Tango
Your father taught you to sail when you were six,
barking out orders like a modern Ahab
fueled by anger
and a sense of warfare with the elements.
The learning came hard,
trying to make sense of ropes and pullies,
of shifting seas and fickle winds,
of a new world where nothing stood still
where waves and spray and venom
crashed over you in equal measure.
For you, it was a wet hell,
a beautiful hell of teak and canvas
and a certainty that you would never
be enough, be able to master
even the simplest tasks,
much less the seas,
and when you left home,
you left the seas as well, seeking
the refuge of mountains and safe harbors,
of silence and a world that stood still.
But uncertainty is a strange drug
and the ocean called to you like a lost lover
and, weak at you imagined, you answered her call
and found your own vessel,
sure it was madness to return to the sea.

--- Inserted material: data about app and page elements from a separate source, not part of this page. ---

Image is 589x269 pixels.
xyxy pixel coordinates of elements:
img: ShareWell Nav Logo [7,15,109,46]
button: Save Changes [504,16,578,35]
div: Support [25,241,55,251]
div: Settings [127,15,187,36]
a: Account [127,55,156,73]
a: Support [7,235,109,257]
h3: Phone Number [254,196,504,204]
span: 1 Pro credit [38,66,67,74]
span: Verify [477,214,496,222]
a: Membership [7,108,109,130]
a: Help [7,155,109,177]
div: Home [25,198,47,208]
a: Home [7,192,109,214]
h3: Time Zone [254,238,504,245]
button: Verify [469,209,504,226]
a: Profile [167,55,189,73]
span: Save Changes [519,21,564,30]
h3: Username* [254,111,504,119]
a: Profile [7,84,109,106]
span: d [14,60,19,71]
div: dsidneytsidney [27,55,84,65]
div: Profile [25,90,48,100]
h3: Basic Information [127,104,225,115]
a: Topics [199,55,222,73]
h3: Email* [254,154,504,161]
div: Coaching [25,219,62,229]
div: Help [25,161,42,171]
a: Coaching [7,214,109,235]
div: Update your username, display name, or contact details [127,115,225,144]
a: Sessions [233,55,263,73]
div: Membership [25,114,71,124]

This time, though, there was no battle.
Without your father’s anger, his need to conquer wind and water and
sailing became a romantic tango.
Like the most intimate of lovers
you and the elements became one
and the shifts of currents and weather
and soul intertwined
and there was no need for a safe harbor
for wildness became safe
as the landless sea that surrounded you.
About this poem.
I actually did learn how to sail at six. The first time out the nose of the sailboat plunged into the waves and according to my father, I practically climbed the mast. He drove me hard in many ways, and I thought I hated sailing.
Until he sold his sailboat and bought a ski boat. Suddenly I missed it, and bought a small sailboat of my own. It was amazing the difference when I no longer felt I had to battle the elements, and learned the joy of working with them instead. I became more aware. Without the battle with my father, it became a thing of joy.
Later in life, my dad bought and restored a larger sailboat, and by then my love of sailing was my own. And everything changes when something is your own.